The key opens Dr. Brody's office. Why does she have a key to this?

 

Two marked vials are here - one labeled Sodium Bicarbonate, another "SPECIMEN - 11/13 Todd Zipman." The cabinet here is combination-locked, and M.V.'s combination doesn't work, but my last bullet does, and there are many files inside:

  • Multiple orders of sodium pentothal for Joe Siegel, all handled by Marsha Vickers.
  • A carbon-copy of the pharmacy bill found in Siegel's office.
  • Several drug cards, starting with one on sodium bicarbonate. An alkaline gas relief solution. What kind of a pharmacist needs to keep a file to remember what that is?
  • Biosodiumitis - An antidote to diethanol trimene.
  • Diethanol trimene - An experimental memory-loss drug.
  • Sodium pentathol - Lowers inhibitions, and induces unconsciousness and veracious verbosity. Wrong, guys, that's hypnotism... though they do spell it wrong here.
  • Chemopapain - Pyschoactive euphoric drug.
  • Medrezine - Nerve gas counteragent.
  • Ofreeall - Anti-arrhythmic heart medication.
  • Several deranged memos detailing symptoms of conditions such as "cardiovascular shutdown" (e.g. death).
  • A copy of an advisory to Mr. Ace Harding, recommending that I quit smoking.
 

The key also unlocks my own office.


There are spare bullets in the desk, and some notes in the filing cabinet.

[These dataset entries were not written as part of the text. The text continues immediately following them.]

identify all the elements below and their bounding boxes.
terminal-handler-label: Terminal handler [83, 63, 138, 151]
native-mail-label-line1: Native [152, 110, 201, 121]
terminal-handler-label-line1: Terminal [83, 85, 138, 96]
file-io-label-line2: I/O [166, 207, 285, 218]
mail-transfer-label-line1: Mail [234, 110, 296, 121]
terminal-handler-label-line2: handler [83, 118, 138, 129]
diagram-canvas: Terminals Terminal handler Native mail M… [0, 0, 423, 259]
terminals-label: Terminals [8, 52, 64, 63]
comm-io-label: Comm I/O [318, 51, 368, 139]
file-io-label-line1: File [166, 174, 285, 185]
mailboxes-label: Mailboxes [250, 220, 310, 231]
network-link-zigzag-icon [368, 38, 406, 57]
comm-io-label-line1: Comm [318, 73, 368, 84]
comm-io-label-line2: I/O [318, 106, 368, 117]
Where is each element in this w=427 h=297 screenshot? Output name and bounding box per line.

  • "Sugar Shack" has it in for Siegel. Reason unknown.
  • Some case notes concerning a blackmail against the alderman. Sugar Shack was the culprit, and our evidence put her away for a nickel.
  • Lastly, a letter from presumably Joe Siegel, asking me to kidnap a wealthy lady.

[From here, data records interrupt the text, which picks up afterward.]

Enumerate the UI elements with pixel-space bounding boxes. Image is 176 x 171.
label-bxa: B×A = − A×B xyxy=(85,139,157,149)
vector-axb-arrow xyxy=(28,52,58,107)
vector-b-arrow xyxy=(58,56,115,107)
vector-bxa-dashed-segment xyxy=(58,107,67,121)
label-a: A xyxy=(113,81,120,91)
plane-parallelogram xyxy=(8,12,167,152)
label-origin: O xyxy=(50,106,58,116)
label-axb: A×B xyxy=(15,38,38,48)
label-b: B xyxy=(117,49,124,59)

Evidently I took this job and things didn't go right for either of us. Clearly I have a (very possibly criminal) past history with Siegel, left him for the private eye business, and got into some trouble with the mob. He'd have me do one last, high-risk job to clear my name. But then, why would he want Mrs. Sternwood? More likely that Miss Vickers... or Mr. Sternwood... would want her (and Siegel) out of the way. And Vickers had been supplying the office with Dr. Brody's sodium pentothal, for whatever reason, giving her opportunity to be in on this.

My thinking - both Vickers and Sternwood are behind this. Sternwood, who we know is very wealthy, hired Siegel to kidnap his wife, promising him so much money that he could afford to pay off the mob. I did the job, but someone in their employ shot Siegel, blackjacked and drugged me with the cocktail that Vickers supplied, and hauled me, along with the murder weapon and Siegel's trenchcoat, down to the bathroom to take the fall. Ironically, they could have done nothing, and Sugar Shack, the one fly in the ointment, would have blown up both of them.

I'm still not sure why Vickers had a master key to 934 West Sherman, or why they bothered getting antidote, or who actually shot Siegel, or the point of giving me his coat (or at least putting his stuff in my coat), or why his hitman was after me. Perhaps Siegel intended to double-cross me so that the kidnapping couldn't be linked to him.

But now I'm stuck in a stupid way. I can't return to Joe's Bar because the cab driver needs an address, and I'm not sure what it is! It's just as well - the game warns me that I'm rapidly turning into a vegetative state, and it's not clear that I'm even on the right track to curing this. I suppose the antidote ought to be found in Siegel's office somewhere, but if it's not in his combination safe then I don't know where else it might be.


My Trizbort map:

1 comment:

  1. If I remember correctly the unarmed mugger only appears in the alley, so if you don't want to deal with him you don't have to. The armed one can't be avoided quite so easily though.

    By the way, if you play the game on a Sunday the gun store will be closed. I thought that was a cute detail.